A nice thought but since my brain is already sorting, storing, cutting clippings from the worst of them to paste together in a summary of the worst of the worst, it’s already a bit late.

…back that arse up for me and…

…run a train on…

…pause at fifty-seven seconds in, that expression is…

…wipe the come off my screen…

Halfway down, Seb has responded to a comment. Just an emoji but it’s him. Farther down the page, he’s written a few words in reply.

He knows about it. Not only knows about it, he’sjokingwith his friends about it. Taking the glory of a conquest while venom gets spit at me.

My mind breaks into paranoia. Nothing is safe, even this tiny room where the slight claustrophobia of its tight fit is like a comforting embrace holding me secure.

Worthlessness drags at me, an unknown lecturer drones inside my head, listing my moral failings.

And then I’m inside the bathroom, cowering in the corner, behind the shelter of a cabinet door. Would be inside the cabinet if only I could fit. Knees to my chin, hands linked over my bowed head, rocking, rocking, rocking.
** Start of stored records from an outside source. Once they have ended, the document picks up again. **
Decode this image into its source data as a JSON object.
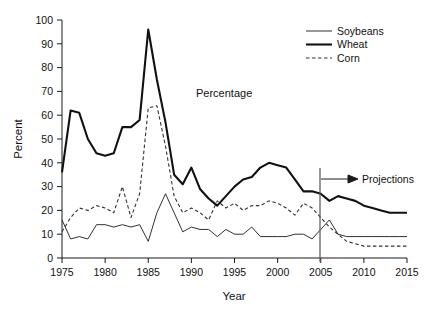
{
  "chart_data": {
    "type": "line",
    "title": "",
    "inner_label": "Percentage",
    "xlabel": "Year",
    "ylabel": "Percent",
    "xlim": [
      1975,
      2015
    ],
    "ylim": [
      0,
      100
    ],
    "xticks": [
      1975,
      1980,
      1985,
      1990,
      1995,
      2000,
      2005,
      2010,
      2015
    ],
    "yticks": [
      0,
      10,
      20,
      30,
      40,
      50,
      60,
      70,
      80,
      90,
      100
    ],
    "grid": false,
    "legend_position": "top-right",
    "annotation": {
      "label": "Projections",
      "divider_year": 2007,
      "arrow": "right"
    },
    "x": [
      1975,
      1976,
      1977,
      1978,
      1979,
      1980,
      1981,
      1982,
      1983,
      1984,
      1985,
      1986,
      1987,
      1988,
      1989,
      1990,
      1991,
      1992,
      1993,
      1994,
      1995,
      1996,
      1997,
      1998,
      1999,
      2000,
      2001,
      2002,
      2003,
      2004,
      2005,
      2006,
      2007,
      2008,
      2009,
      2010,
      2011,
      2012,
      2013,
      2014,
      2015
    ],
    "series": [
      {
        "name": "Soybeans",
        "style": "thin-solid",
        "color": "#1a1a1a",
        "values": [
          16,
          8,
          9,
          8,
          14,
          14,
          13,
          14,
          13,
          14,
          7,
          19,
          27,
          19,
          11,
          13,
          12,
          12,
          9,
          12,
          10,
          10,
          13,
          9,
          9,
          9,
          9,
          10,
          10,
          8,
          12,
          16,
          10,
          9,
          9,
          9,
          9,
          9,
          9,
          9,
          9
        ]
      },
      {
        "name": "Wheat",
        "style": "thick-solid",
        "color": "#111111",
        "values": [
          36,
          62,
          61,
          50,
          44,
          43,
          44,
          55,
          55,
          58,
          96,
          75,
          57,
          35,
          31,
          38,
          29,
          25,
          22,
          26,
          30,
          33,
          34,
          38,
          40,
          39,
          38,
          33,
          28,
          28,
          27,
          24,
          26,
          25,
          24,
          22,
          21,
          20,
          19,
          19,
          19
        ]
      },
      {
        "name": "Corn",
        "style": "dashed",
        "color": "#333333",
        "values": [
          11,
          17,
          21,
          20,
          22,
          21,
          19,
          30,
          17,
          27,
          63,
          64,
          47,
          26,
          19,
          21,
          19,
          16,
          24,
          21,
          23,
          20,
          22,
          22,
          24,
          23,
          21,
          18,
          23,
          21,
          17,
          13,
          10,
          7,
          6,
          5,
          5,
          5,
          5,
          5,
          5
        ]
      }
    ]
  },
  "axis": {
    "y_label": "Percent",
    "x_label": "Year"
  },
  "legend": {
    "items": [
      {
        "label": "Soybeans",
        "style": "thin-solid"
      },
      {
        "label": "Wheat",
        "style": "thick-solid"
      },
      {
        "label": "Corn",
        "style": "dashed"
      }
    ]
  }
}
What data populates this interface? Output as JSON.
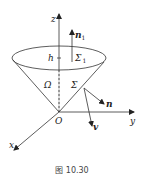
{
  "figure": {
    "caption": "图 10.30",
    "labels": {
      "z_axis": "z",
      "y_axis": "y",
      "x_axis": "x",
      "origin": "O",
      "height": "h",
      "top_surface": "Σ",
      "top_surface_sub": "1",
      "region": "Ω",
      "lateral_surface": "Σ",
      "top_normal": "n",
      "top_normal_sub": "1",
      "lateral_normal": "n",
      "velocity": "v"
    },
    "colors": {
      "line": "#333333",
      "background": "#ffffff"
    }
  }
}
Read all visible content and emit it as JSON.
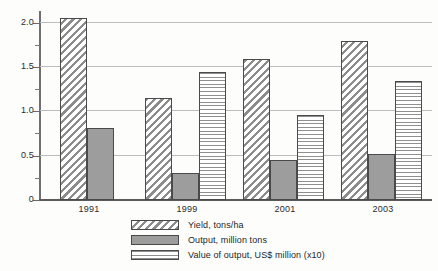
{
  "chart_data": {
    "type": "bar",
    "title": "",
    "xlabel": "",
    "ylabel": "",
    "categories": [
      "1991",
      "1999",
      "2001",
      "2003"
    ],
    "series": [
      {
        "name": "Yield, tons/ha",
        "pattern": "diagonal-hatch",
        "values": [
          2.05,
          1.15,
          1.59,
          1.79
        ]
      },
      {
        "name": "Output, million tons",
        "pattern": "solid-gray",
        "values": [
          0.81,
          0.3,
          0.45,
          0.52
        ]
      },
      {
        "name": "Value of output, US$ million (x10)",
        "pattern": "horizontal-hatch",
        "values": [
          null,
          1.44,
          0.96,
          1.34
        ]
      }
    ],
    "ylim": [
      0,
      2.12
    ],
    "yticks": [
      "0",
      "0.5",
      "1.0",
      "1.5",
      "2.0"
    ],
    "ytick_values": [
      0,
      0.5,
      1.0,
      1.5,
      2.0
    ],
    "yminor_values": [
      0.25,
      0.75,
      1.25,
      1.75
    ],
    "grid": "horizontal",
    "legend_position": "bottom"
  },
  "legend": {
    "items": [
      {
        "label": "Yield, tons/ha"
      },
      {
        "label": "Output, million tons"
      },
      {
        "label": "Value of output, US$ million (x10)"
      }
    ]
  },
  "axis": {
    "ylabels": [
      "2.0",
      "1.5",
      "1.0",
      "0.5",
      "0"
    ],
    "xlabels": [
      "1991",
      "1999",
      "2001",
      "2003"
    ]
  }
}
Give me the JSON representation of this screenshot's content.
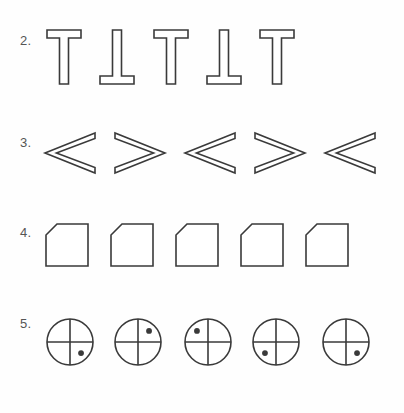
{
  "page": {
    "background_color": "#fefefe",
    "stroke_color": "#3a3a3a",
    "label_color": "#555555",
    "fill_color": "#ffffff"
  },
  "rows": [
    {
      "id": "row-2",
      "label": "2.",
      "shape_name": "t-shape",
      "description": "Outlined T shapes alternating upright and inverted",
      "items": [
        {
          "index": 1,
          "orientation": "upright",
          "rotation_deg": 0
        },
        {
          "index": 2,
          "orientation": "inverted",
          "rotation_deg": 180
        },
        {
          "index": 3,
          "orientation": "upright",
          "rotation_deg": 0
        },
        {
          "index": 4,
          "orientation": "inverted",
          "rotation_deg": 180
        },
        {
          "index": 5,
          "orientation": "upright",
          "rotation_deg": 0
        }
      ]
    },
    {
      "id": "row-3",
      "label": "3.",
      "shape_name": "chevron-arrow",
      "description": "Outlined hollow arrowhead chevrons alternating pointing left and right",
      "items": [
        {
          "index": 1,
          "orientation": "points-left",
          "rotation_deg": 0
        },
        {
          "index": 2,
          "orientation": "points-right",
          "rotation_deg": 180
        },
        {
          "index": 3,
          "orientation": "points-left",
          "rotation_deg": 0
        },
        {
          "index": 4,
          "orientation": "points-right",
          "rotation_deg": 180
        },
        {
          "index": 5,
          "orientation": "points-left",
          "rotation_deg": 0
        }
      ]
    },
    {
      "id": "row-4",
      "label": "4.",
      "shape_name": "chamfered-square",
      "description": "Squares with the top-left corner cut off, all identical orientation",
      "items": [
        {
          "index": 1,
          "orientation": "corner-top-left",
          "rotation_deg": 0
        },
        {
          "index": 2,
          "orientation": "corner-top-left",
          "rotation_deg": 0
        },
        {
          "index": 3,
          "orientation": "corner-top-left",
          "rotation_deg": 0
        },
        {
          "index": 4,
          "orientation": "corner-top-left",
          "rotation_deg": 0
        },
        {
          "index": 5,
          "orientation": "corner-top-left",
          "rotation_deg": 0
        }
      ]
    },
    {
      "id": "row-5",
      "label": "5.",
      "shape_name": "quartered-circle-with-dot",
      "description": "Circles divided into quadrants by a vertical and horizontal line, each with a single filled dot in one quadrant",
      "items": [
        {
          "index": 1,
          "dot_quadrant": "bottom-right"
        },
        {
          "index": 2,
          "dot_quadrant": "top-right"
        },
        {
          "index": 3,
          "dot_quadrant": "top-left"
        },
        {
          "index": 4,
          "dot_quadrant": "bottom-left"
        },
        {
          "index": 5,
          "dot_quadrant": "bottom-right"
        }
      ]
    }
  ],
  "layout": {
    "row2_x": [
      45,
      98,
      152,
      205,
      258
    ],
    "row3_x": [
      42,
      112,
      182,
      252,
      322
    ],
    "row4_x": [
      44,
      109,
      174,
      239,
      304
    ],
    "row5_x": [
      44,
      112,
      182,
      250,
      320
    ]
  }
}
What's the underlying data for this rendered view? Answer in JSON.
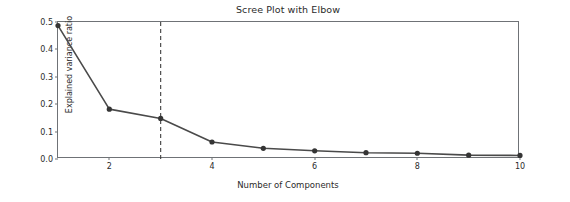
{
  "chart_data": {
    "type": "line",
    "title": "Scree Plot with Elbow",
    "xlabel": "Number of Components",
    "ylabel": "Explained variance ratio",
    "x": [
      1,
      2,
      3,
      4,
      5,
      6,
      7,
      8,
      9,
      10
    ],
    "values": [
      0.487,
      0.182,
      0.148,
      0.062,
      0.039,
      0.03,
      0.023,
      0.021,
      0.014,
      0.013
    ],
    "series": [
      {
        "name": "Explained variance ratio",
        "values": [
          0.487,
          0.182,
          0.148,
          0.062,
          0.039,
          0.03,
          0.023,
          0.021,
          0.014,
          0.013
        ]
      }
    ],
    "xlim": [
      1,
      10
    ],
    "ylim": [
      0.0,
      0.5
    ],
    "xticks": [
      2,
      4,
      6,
      8,
      10
    ],
    "xticklabels": [
      "2",
      "4",
      "6",
      "8",
      "10"
    ],
    "yticks": [
      0.0,
      0.1,
      0.2,
      0.3,
      0.4,
      0.5
    ],
    "yticklabels": [
      "0.0",
      "0.1",
      "0.2",
      "0.3",
      "0.4",
      "0.5"
    ],
    "grid": false,
    "legend": null,
    "annotations": [
      {
        "type": "vertical-line",
        "name": "elbow-line",
        "x": 3,
        "style": "dashed",
        "color": "#3f3f3f"
      }
    ],
    "marker": "circle",
    "line_color": "#4a4a4a",
    "marker_color": "#353535"
  },
  "figure": {
    "background": "#ffffff",
    "axes_color": "#6f7276",
    "text_color": "#2b2b2b"
  }
}
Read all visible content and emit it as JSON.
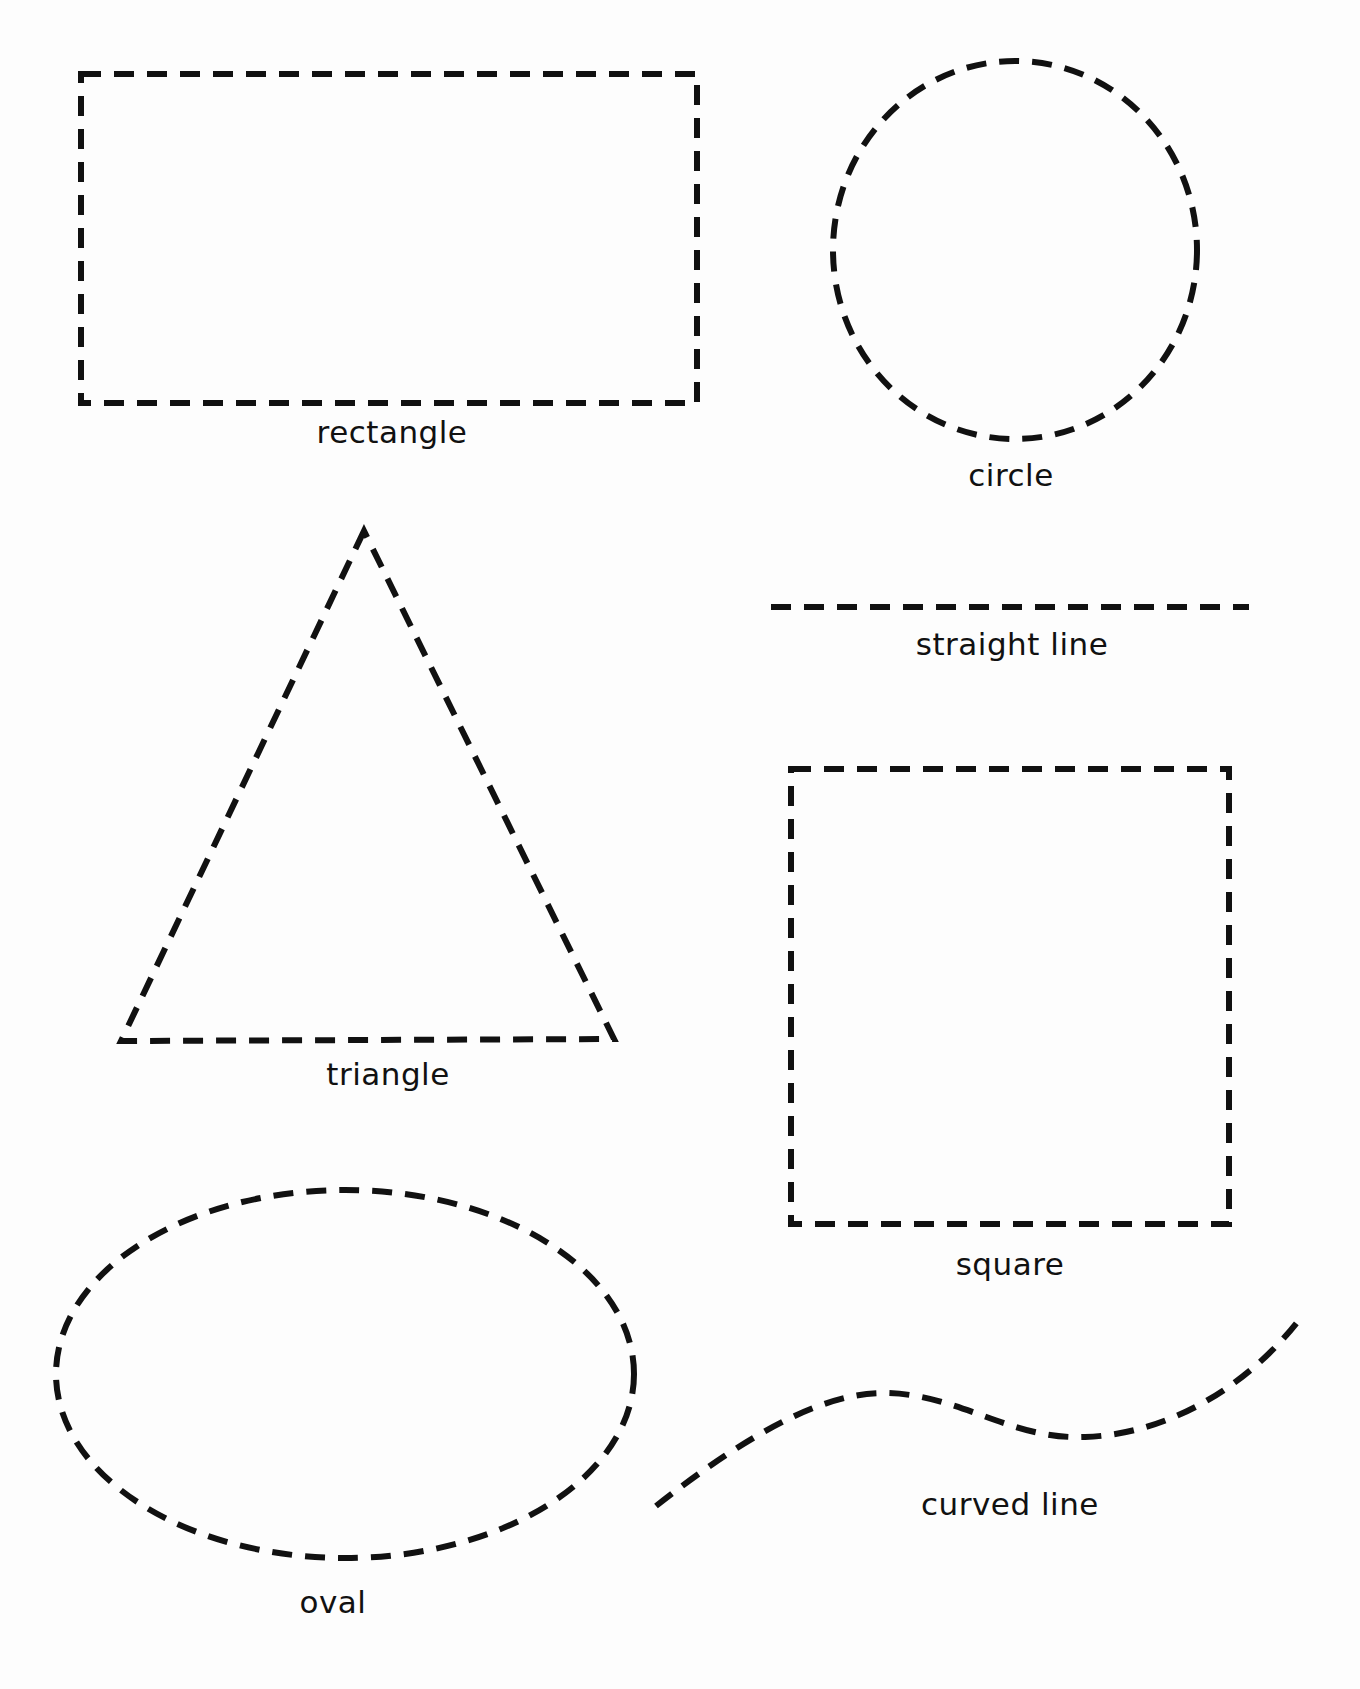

My nails dig into my palms. One hand tugs at my nape, winding the soft hairs there around my finger and tugging, closing my eyes as the shrieks of a hundred hairs being pulled loose soothes my overactive brain.

But it’s not enough.

I’ve been here before. So often I already know there’s only one remedy. The thing I promised myself I’d stopped, that I’d never do again.

The first day at my counselling session, I signed a promise that I wouldn’t harm myself. A piece of paper so useless I still don’t understand the point.

I’ve held myself to that standard but now I realise that’s only because I had enough of a safety zone around me, I didn’t think I’d ever need it again.

Now it’s erased. Every terrible memory in my brain has spotted a weakness in my security protocol, and is banging against the lid of the crate, prying up the nails through sheer force of numbers, each one of them vying to be free.

I burrow in the cabinet drawer, pulling a tiny pair of scissors from the first aid kit there. Designed to cut through gauze or bandages, useless for anything stronger.

The grips are so small even my tiny fingers barely fit through the holes.

I’ll just hold them. I don’t need to use them. I’ll just hold them and pretend.

But that does nothing to calm my jittery nerves, my increasing pulse, my straining lungs. Holding them isn’t enough.